Nearly every building in Bantul, Yogyakarta's southern district, was shaken to rubble by Saturday's earthquake.

Sunaro, a patient at the hospital, lies on a blanket with a broken leg and recently dressed head wounds. He says he was injured trying to recover belongings from the ruins of his house.

He says he fled with his family when the quake struck Saturday. But he went back the next day and a piece of the doorway fell on his leg. He says he's lucky, because he was able to make it to the hospital on his own.

On the main road through Bantul, hundreds of people beg for food, holding out empty boxes. One of them, 18-year old Desid, says her family is depending on donations from people driving by.

She says if someone gives them food, they can eat, as they did this morning. But they don't have anything right now.
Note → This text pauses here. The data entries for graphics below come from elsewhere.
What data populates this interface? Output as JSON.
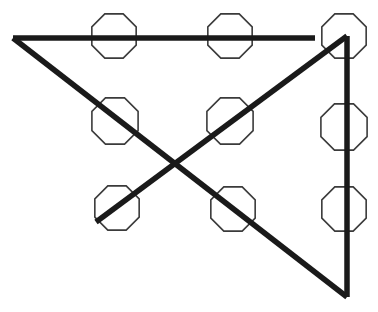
{
  "figure": {
    "canvas": {
      "width": 378,
      "height": 312,
      "background_color": "#ffffff"
    },
    "octagons": {
      "outline_color": "#3b3b3b",
      "fill_color": "none",
      "stroke_width": 1.6,
      "count": 9,
      "grid_rows": 3,
      "grid_columns": 3,
      "items": [
        {
          "id": "octagon-r1c1",
          "row": 1,
          "column": 1,
          "cx": 114,
          "cy": 36,
          "radius": 24
        },
        {
          "id": "octagon-r1c2",
          "row": 1,
          "column": 2,
          "cx": 230,
          "cy": 36,
          "radius": 24
        },
        {
          "id": "octagon-r1c3",
          "row": 1,
          "column": 3,
          "cx": 344,
          "cy": 36,
          "radius": 24
        },
        {
          "id": "octagon-r2c1",
          "row": 2,
          "column": 1,
          "cx": 115,
          "cy": 121,
          "radius": 25
        },
        {
          "id": "octagon-r2c2",
          "row": 2,
          "column": 2,
          "cx": 230,
          "cy": 121,
          "radius": 25
        },
        {
          "id": "octagon-r2c3",
          "row": 2,
          "column": 3,
          "cx": 344,
          "cy": 127,
          "radius": 25
        },
        {
          "id": "octagon-r3c1",
          "row": 3,
          "column": 1,
          "cx": 117,
          "cy": 208,
          "radius": 24
        },
        {
          "id": "octagon-r3c2",
          "row": 3,
          "column": 2,
          "cx": 233,
          "cy": 209,
          "radius": 24
        },
        {
          "id": "octagon-r3c3",
          "row": 3,
          "column": 3,
          "cx": 344,
          "cy": 209,
          "radius": 24
        }
      ]
    },
    "strokes": {
      "color": "#1a1a1a",
      "stroke_width": 5.5,
      "segments": [
        {
          "id": "horizontal-top-line",
          "label": "top horizontal line",
          "x1": 13,
          "y1": 38,
          "x2": 315,
          "y2": 38
        },
        {
          "id": "descending-diagonal",
          "label": "long diagonal from top-left vertex to bottom-right vertex",
          "x1": 13,
          "y1": 38,
          "x2": 347,
          "y2": 297
        },
        {
          "id": "ascending-diagonal",
          "label": "diagonal from lower-left octagon up to top-right apex",
          "x1": 96,
          "y1": 222,
          "x2": 347,
          "y2": 36
        },
        {
          "id": "vertical-right-line",
          "label": "right vertical line",
          "x1": 347,
          "y1": 36,
          "x2": 347,
          "y2": 297
        }
      ]
    },
    "vertices": [
      {
        "id": "vertex-left",
        "x": 13,
        "y": 38
      },
      {
        "id": "vertex-top-right",
        "x": 347,
        "y": 36
      },
      {
        "id": "vertex-bottom-right",
        "x": 347,
        "y": 297
      },
      {
        "id": "vertex-lower-left-diagonal-start",
        "x": 96,
        "y": 222
      },
      {
        "id": "crossing-point",
        "x": 170,
        "y": 163
      }
    ]
  }
}
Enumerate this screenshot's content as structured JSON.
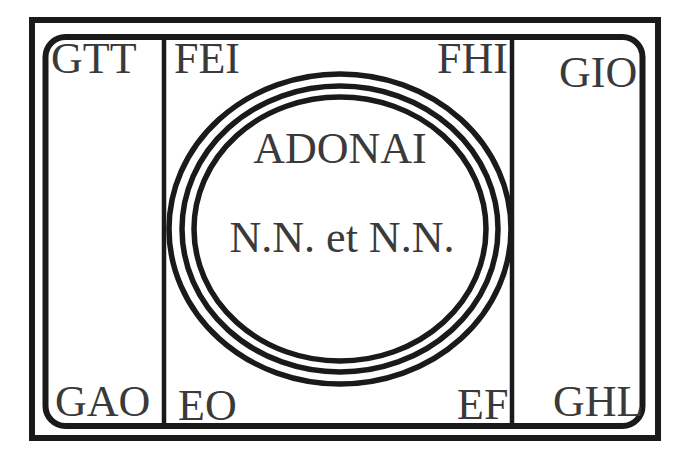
{
  "diagram": {
    "type": "magic-seal-layout",
    "colors": {
      "stroke": "#1a1a1a",
      "text": "#3a3a3a",
      "background": "#ffffff"
    },
    "corners": {
      "top_left": "GTT",
      "top_right": "GIO",
      "bottom_left": "GAO",
      "bottom_right": "GHL"
    },
    "center_panel_corners": {
      "top_left": "FEI",
      "top_right": "FHI",
      "bottom_left": "EO",
      "bottom_right": "EF"
    },
    "circle": {
      "rings": 3,
      "title": "ADONAI",
      "subtitle": "N.N. et N.N."
    }
  }
}
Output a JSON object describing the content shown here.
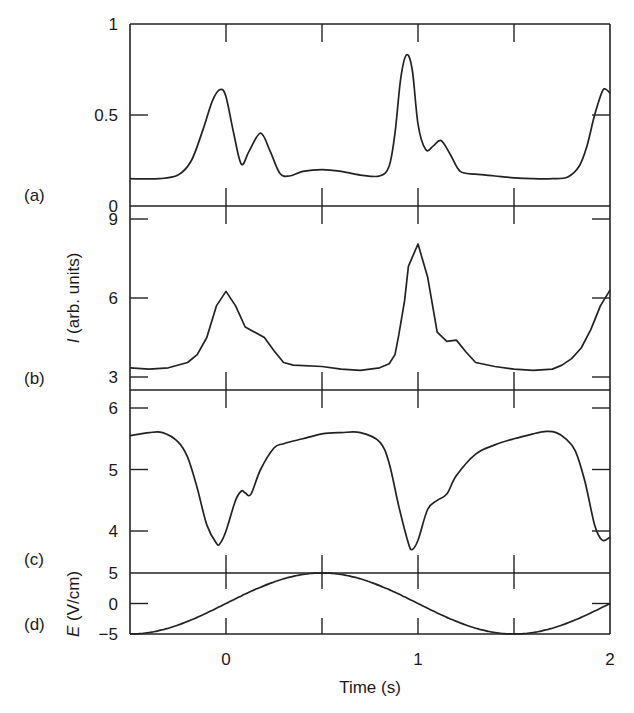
{
  "chart_data": {
    "type": "line",
    "layout": "four vertically stacked panels sharing x-axis",
    "xlabel": "Time (s)",
    "xlim": [
      -0.5,
      2.0
    ],
    "x_ticks": [
      0,
      1,
      2
    ],
    "x_minor_ticks": [
      0,
      0.5,
      1,
      1.5
    ],
    "shared_ylabel": "I (arb. units)",
    "grid": false,
    "legend": null,
    "panels": [
      {
        "label": "(a)",
        "ylim": [
          0,
          1
        ],
        "y_ticks": [
          0,
          0.5,
          1
        ],
        "y_tick_labels": [
          "0",
          "0.5",
          "1"
        ],
        "x": [
          -0.5,
          -0.35,
          -0.25,
          -0.18,
          -0.12,
          -0.07,
          -0.03,
          0.0,
          0.04,
          0.08,
          0.12,
          0.18,
          0.23,
          0.28,
          0.33,
          0.4,
          0.5,
          0.6,
          0.7,
          0.8,
          0.85,
          0.88,
          0.91,
          0.94,
          0.97,
          1.0,
          1.04,
          1.08,
          1.12,
          1.17,
          1.22,
          1.3,
          1.4,
          1.5,
          1.6,
          1.7,
          1.78,
          1.84,
          1.88,
          1.92,
          1.96,
          1.98,
          2.0
        ],
        "y": [
          0.15,
          0.15,
          0.17,
          0.25,
          0.42,
          0.58,
          0.64,
          0.6,
          0.4,
          0.23,
          0.3,
          0.4,
          0.3,
          0.18,
          0.165,
          0.19,
          0.2,
          0.19,
          0.17,
          0.165,
          0.22,
          0.4,
          0.7,
          0.83,
          0.75,
          0.45,
          0.31,
          0.33,
          0.36,
          0.28,
          0.19,
          0.175,
          0.165,
          0.155,
          0.15,
          0.15,
          0.16,
          0.22,
          0.33,
          0.5,
          0.63,
          0.64,
          0.62
        ]
      },
      {
        "label": "(b)",
        "ylim": [
          2.5,
          9.45
        ],
        "y_ticks": [
          3,
          6,
          9
        ],
        "y_tick_labels": [
          "3",
          "6",
          "9"
        ],
        "x": [
          -0.5,
          -0.4,
          -0.3,
          -0.2,
          -0.15,
          -0.1,
          -0.05,
          0.0,
          0.05,
          0.1,
          0.2,
          0.25,
          0.3,
          0.35,
          0.5,
          0.6,
          0.7,
          0.8,
          0.85,
          0.88,
          0.9,
          0.93,
          0.95,
          1.0,
          1.05,
          1.1,
          1.15,
          1.2,
          1.25,
          1.3,
          1.4,
          1.5,
          1.6,
          1.7,
          1.75,
          1.8,
          1.85,
          1.9,
          1.95,
          2.0
        ],
        "y": [
          3.35,
          3.3,
          3.35,
          3.55,
          3.85,
          4.5,
          5.7,
          6.25,
          5.7,
          4.9,
          4.5,
          4.0,
          3.55,
          3.45,
          3.4,
          3.3,
          3.25,
          3.35,
          3.5,
          3.85,
          4.6,
          5.9,
          7.2,
          8.05,
          6.8,
          4.7,
          4.35,
          4.4,
          3.95,
          3.55,
          3.4,
          3.3,
          3.25,
          3.3,
          3.45,
          3.7,
          4.1,
          4.8,
          5.7,
          6.3
        ]
      },
      {
        "label": "(c)",
        "ylim": [
          3.3,
          6.3
        ],
        "y_ticks": [
          4,
          5,
          6
        ],
        "y_tick_labels": [
          "4",
          "5",
          "6"
        ],
        "x": [
          -0.5,
          -0.4,
          -0.33,
          -0.25,
          -0.2,
          -0.15,
          -0.1,
          -0.05,
          -0.03,
          0.0,
          0.05,
          0.08,
          0.1,
          0.13,
          0.18,
          0.25,
          0.3,
          0.4,
          0.5,
          0.6,
          0.7,
          0.8,
          0.85,
          0.9,
          0.95,
          0.97,
          1.0,
          1.05,
          1.1,
          1.15,
          1.2,
          1.3,
          1.4,
          1.5,
          1.6,
          1.67,
          1.72,
          1.77,
          1.82,
          1.87,
          1.92,
          1.96,
          2.0
        ],
        "y": [
          5.55,
          5.6,
          5.6,
          5.45,
          5.2,
          4.7,
          4.1,
          3.8,
          3.8,
          4.0,
          4.5,
          4.65,
          4.62,
          4.6,
          5.0,
          5.35,
          5.42,
          5.5,
          5.58,
          5.6,
          5.6,
          5.45,
          5.1,
          4.4,
          3.8,
          3.7,
          3.85,
          4.35,
          4.5,
          4.6,
          4.9,
          5.25,
          5.4,
          5.5,
          5.58,
          5.62,
          5.6,
          5.5,
          5.3,
          4.8,
          4.1,
          3.85,
          3.9
        ]
      },
      {
        "label": "(d)",
        "ylabel": "E (V/cm)",
        "ylim": [
          -5,
          5
        ],
        "y_ticks": [
          -5,
          0,
          5
        ],
        "y_tick_labels": [
          "−5",
          "0",
          "5"
        ],
        "function": "E = 5 sin(pi t)",
        "x": [
          -0.5,
          -0.25,
          0,
          0.25,
          0.5,
          0.75,
          1.0,
          1.25,
          1.5,
          1.75,
          2.0
        ],
        "y": [
          -5,
          -3.54,
          0,
          3.54,
          5,
          3.54,
          0,
          -3.54,
          -5,
          -3.54,
          0
        ]
      }
    ]
  },
  "labels": {
    "panel_a": "(a)",
    "panel_b": "(b)",
    "panel_c": "(c)",
    "panel_d": "(d)",
    "ylabel_I_italic": "I",
    "ylabel_I_rest": " (arb. units)",
    "ylabel_E_italic": "E",
    "ylabel_E_rest": " (V/cm)",
    "xlabel": "Time (s)",
    "xtick_0": "0",
    "xtick_1": "1",
    "xtick_2": "2"
  },
  "colors": {
    "line": "#222222",
    "axis": "#222222",
    "background": "#ffffff"
  }
}
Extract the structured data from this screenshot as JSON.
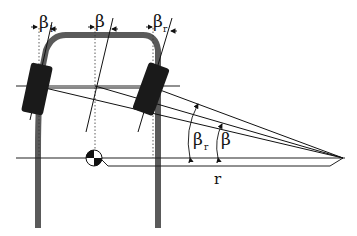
{
  "diagram": {
    "type": "vehicle-steering-geometry",
    "labels": {
      "beta_left_top": "β",
      "beta_left_sub": "l",
      "beta_center_top": "β",
      "beta_right_top": "β",
      "beta_right_sub": "r",
      "beta_r_angle": "β",
      "beta_r_angle_sub": "r",
      "beta_angle": "β",
      "radius": "r"
    },
    "colors": {
      "ink": "#111111",
      "frame": "#555555",
      "tire": "#1a1a1a",
      "background": "#ffffff"
    }
  }
}
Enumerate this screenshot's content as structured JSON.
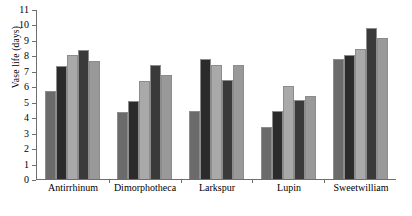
{
  "chart_data": {
    "type": "bar",
    "title": "",
    "xlabel": "",
    "ylabel": "Vase life (days)",
    "ylim": [
      0,
      11
    ],
    "ytick_labels": [
      "0",
      "1",
      "2",
      "3",
      "4",
      "5",
      "6",
      "7",
      "8",
      "9",
      "10",
      "11"
    ],
    "grid": false,
    "legend": "none",
    "categories": [
      "Antirrhinum",
      "Dimorphotheca",
      "Larkspur",
      "Lupin",
      "Sweetwilliam"
    ],
    "series": [
      {
        "name": "Treatment 1",
        "values": [
          5.7,
          4.35,
          4.4,
          3.35,
          7.75
        ]
      },
      {
        "name": "Treatment 2",
        "values": [
          7.3,
          5.05,
          7.75,
          4.4,
          8.05
        ]
      },
      {
        "name": "Treatment 3",
        "values": [
          8.0,
          6.35,
          7.4,
          6.05,
          8.4
        ]
      },
      {
        "name": "Treatment 4",
        "values": [
          8.35,
          7.35,
          6.4,
          5.1,
          9.75
        ]
      },
      {
        "name": "Treatment 5",
        "values": [
          7.65,
          6.7,
          7.4,
          5.4,
          9.1
        ]
      }
    ],
    "series_colors": [
      "#6b6b6b",
      "#2b2b2b",
      "#a9a9a9",
      "#3a3a3a",
      "#999999"
    ]
  }
}
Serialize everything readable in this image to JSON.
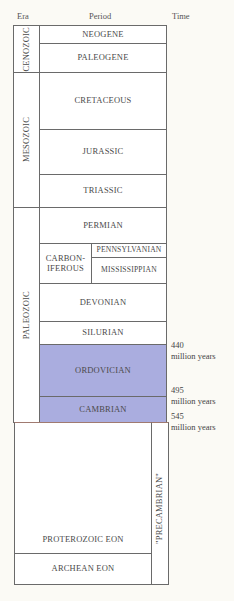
{
  "headers": {
    "era": "Era",
    "period": "Period",
    "time": "Time"
  },
  "eras": [
    {
      "name": "CENOZOIC"
    },
    {
      "name": "MESOZOIC"
    },
    {
      "name": "PALEOZOIC"
    }
  ],
  "periods": [
    {
      "name": "NEOGENE",
      "highlighted": false
    },
    {
      "name": "PALEOGENE",
      "highlighted": false
    },
    {
      "name": "CRETACEOUS",
      "highlighted": false
    },
    {
      "name": "JURASSIC",
      "highlighted": false
    },
    {
      "name": "TRIASSIC",
      "highlighted": false
    },
    {
      "name": "PERMIAN",
      "highlighted": false
    },
    {
      "name": "CARBON-\nIFEROUS",
      "highlighted": false,
      "subperiods": [
        "PENNSYLVANIAN",
        "MISSISSIPPIAN"
      ]
    },
    {
      "name": "DEVONIAN",
      "highlighted": false
    },
    {
      "name": "SILURIAN",
      "highlighted": false
    },
    {
      "name": "ORDOVICIAN",
      "highlighted": true
    },
    {
      "name": "CAMBRIAN",
      "highlighted": true
    }
  ],
  "precambrian": {
    "label": "\"PRECAMBRIAN\"",
    "eons": [
      "PROTEROZOIC EON",
      "ARCHEAN EON"
    ]
  },
  "times": [
    {
      "value": "440",
      "unit": "million years"
    },
    {
      "value": "495",
      "unit": "million years"
    },
    {
      "value": "545",
      "unit": "million years"
    }
  ],
  "colors": {
    "highlight": "#aaaddf",
    "background": "#fbfaf5",
    "border": "#6a6a6a"
  }
}
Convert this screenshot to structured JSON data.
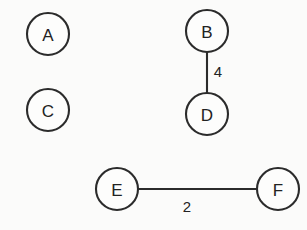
{
  "diagram": {
    "background_color": "#fbfbfa",
    "stroke_color": "#2b2b2b",
    "node_fill_color": "#fdfdfc",
    "label_color": "#222222",
    "node_radius": 21,
    "nodes": [
      {
        "id": "A",
        "label": "A",
        "cx": 48,
        "cy": 34,
        "r": 21
      },
      {
        "id": "B",
        "label": "B",
        "cx": 207,
        "cy": 31,
        "r": 21
      },
      {
        "id": "C",
        "label": "C",
        "cx": 48,
        "cy": 110,
        "r": 21
      },
      {
        "id": "D",
        "label": "D",
        "cx": 207,
        "cy": 114,
        "r": 21
      },
      {
        "id": "E",
        "label": "E",
        "cx": 117,
        "cy": 189,
        "r": 21
      },
      {
        "id": "F",
        "label": "F",
        "cx": 278,
        "cy": 189,
        "r": 21
      }
    ],
    "edges": [
      {
        "id": "edge-b-d",
        "source": "B",
        "target": "D",
        "weight": "4",
        "x1": 207,
        "y1": 52,
        "x2": 207,
        "y2": 93,
        "label_x": 218,
        "label_y": 71
      },
      {
        "id": "edge-e-f",
        "source": "E",
        "target": "F",
        "weight": "2",
        "x1": 138,
        "y1": 189,
        "x2": 257,
        "y2": 189,
        "label_x": 187,
        "label_y": 206
      }
    ]
  }
}
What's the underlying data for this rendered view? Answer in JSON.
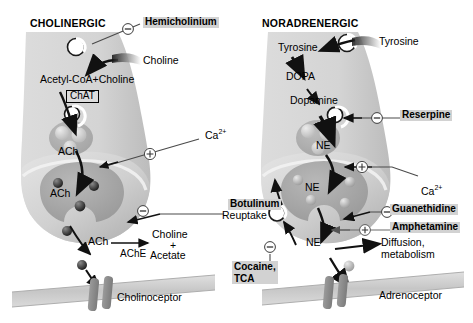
{
  "figure": {
    "title_left": "CHOLINERGIC",
    "title_right": "NORADRENERGIC"
  },
  "cholinergic": {
    "uptake_substrate": "Choline",
    "synthesis": "Acetyl-CoA+Choline",
    "enzyme_synth": "ChAT",
    "vesicle_label": "ACh",
    "terminal_label": "ACh",
    "released_label": "ACh",
    "degrading_enzyme": "AChE",
    "metabolites_line1": "Choline",
    "metabolites_line2": "+",
    "metabolites_line3": "Acetate",
    "receptor": "Cholinoceptor",
    "calcium": "Ca",
    "calcium_charge": "2+",
    "drugs": [
      {
        "name": "Hemicholinium",
        "sign": "−"
      },
      {
        "name": "Botulinum",
        "sign": "−"
      }
    ]
  },
  "noradrenergic": {
    "uptake_substrate": "Tyrosine",
    "step1": "Tyrosine",
    "step2": "DOPA",
    "step3": "Dopamine",
    "vesicle_label": "NE",
    "terminal_label": "NE",
    "released_label": "NE",
    "reuptake_label": "Reuptake",
    "fate_line1": "Diffusion,",
    "fate_line2": "metabolism",
    "receptor": "Adrenoceptor",
    "calcium": "Ca",
    "calcium_charge": "2+",
    "drugs": [
      {
        "name": "Reserpine",
        "sign": "−"
      },
      {
        "name": "Guanethidine",
        "sign": "−"
      },
      {
        "name": "Amphetamine",
        "sign": "+"
      },
      {
        "name": "Cocaine,",
        "name2": "TCA",
        "sign": "−"
      }
    ]
  },
  "signs": {
    "plus": "+",
    "minus": "−"
  },
  "colors": {
    "neuron_fill": "#d8d8d8",
    "neuron_fill_dark": "#bdbdbd",
    "vesicle_pool": "#a9a9a9",
    "membrane": "#c8c8c8",
    "receptor": "#8e8e8e",
    "highlight": "#d2d2d2",
    "stroke": "#1a1a1a"
  }
}
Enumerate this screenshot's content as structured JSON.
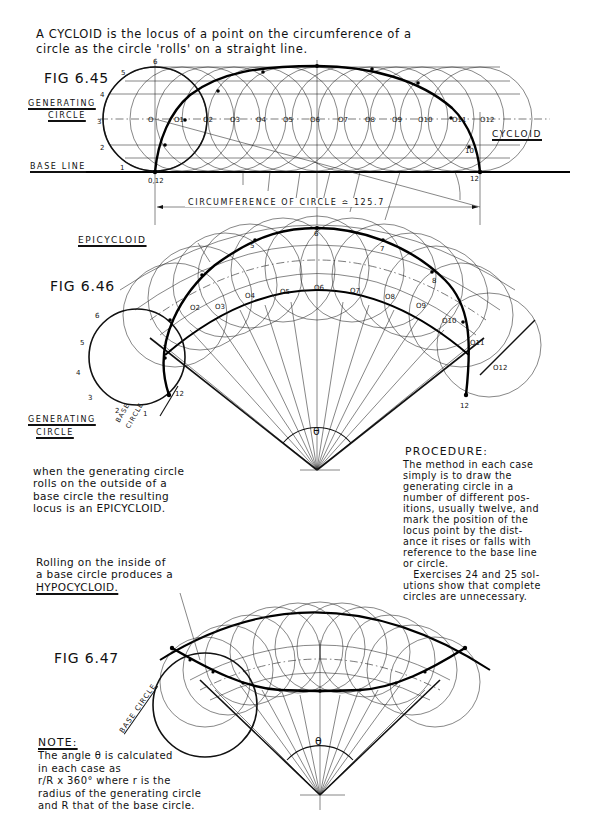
{
  "intro": {
    "line1": "A CYCLOID is the locus of a point on the circumference of a",
    "line2": "circle as the circle 'rolls' on a straight line."
  },
  "fig645": {
    "title": "FIG 6.45",
    "generating_label_1": "GENERATING",
    "generating_label_2": "CIRCLE",
    "base_line_label": "BASE LINE",
    "cycloid_label": "CYCLOID",
    "dimension_label": "CIRCUMFERENCE OF CIRCLE ≏ 125.7",
    "start_point": "0,12",
    "end_point": "12",
    "circle_points": [
      "1",
      "2",
      "3",
      "4",
      "5",
      "6"
    ],
    "centres": [
      "O",
      "O1",
      "O2",
      "O3",
      "O4",
      "O5",
      "O6",
      "O7",
      "O8",
      "O9",
      "O10",
      "O11",
      "O12"
    ]
  },
  "fig646": {
    "title": "FIG 6.46",
    "epicycloid_label": "EPICYCLOID",
    "generating_label_1": "GENERATING",
    "generating_label_2": "CIRCLE",
    "base_circle_label_1": "BASE",
    "base_circle_label_2": "CIRCLE",
    "theta": "θ",
    "start_point": "12",
    "end_point": "12",
    "centres": [
      "O",
      "O1",
      "O2",
      "O3",
      "O4",
      "O5",
      "O6",
      "O7",
      "O8",
      "O9",
      "O10",
      "O11",
      "O12"
    ],
    "description": [
      "when the generating circle",
      "rolls on the outside of a",
      "base circle the resulting",
      "locus is an EPICYCLOID."
    ]
  },
  "procedure": {
    "title": "PROCEDURE:",
    "lines": [
      "The method in each case",
      "simply is to draw the",
      "generating circle in a",
      "number of different pos-",
      "itions, usually twelve, and",
      "mark the position of the",
      "locus point by the dist-",
      "ance it rises or falls with",
      "reference to the base line",
      "or circle.",
      "   Exercises 24 and 25 sol-",
      "utions show that complete",
      "circles are unnecessary."
    ]
  },
  "fig647": {
    "title": "FIG 6.47",
    "base_circle_label": "BASE CIRCLE",
    "theta": "θ",
    "description": [
      "Rolling on the inside of",
      "a base circle produces a"
    ],
    "hypocycloid_label": "HYPOCYCLOID."
  },
  "note": {
    "title": "NOTE:",
    "lines": [
      "The angle θ is calculated",
      "in each case as",
      "r/R x 360° where r is the",
      "radius of the generating circle",
      "and R that of the base circle."
    ]
  }
}
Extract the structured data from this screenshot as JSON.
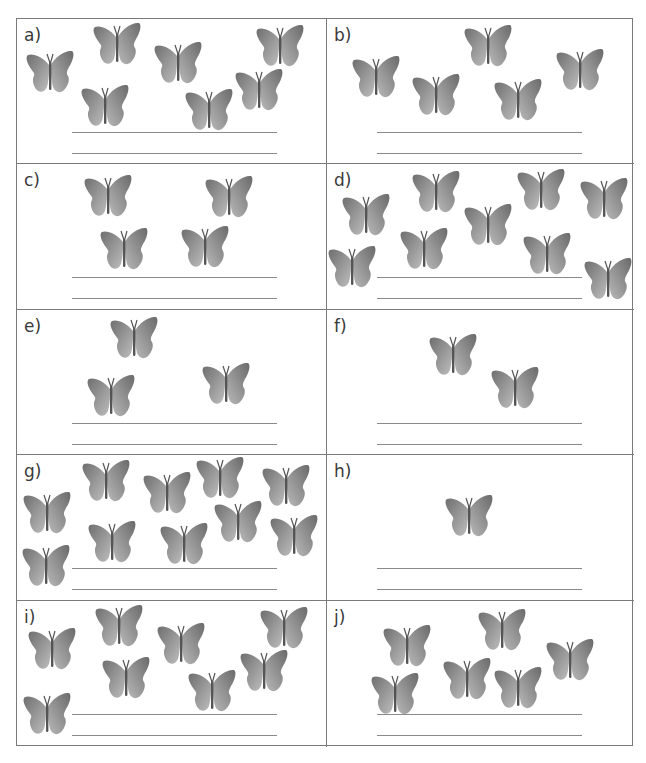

The earthquake took everything, she says - the schools and everything else.

Relief agencies estimate that 200 thousand people were made homeless by the temblor.

President Susilo Bambang Yudhoyono has set up an office in the area to oversee recovery efforts, and has visited several sites in the southern part of the city. He appealed Sunday to the international community for humanitarian aid, and pledged one trillion rupiah, or more than $100 million, for reconstruction.

Relief organizations Monday distributed truckloads of supplies. The Red Cross and Red Crescent delivered tents for 10,000 homeless. And the World Food Program says it is distributing 100 metric tons of food to hospitals and disaster relief centers in the area.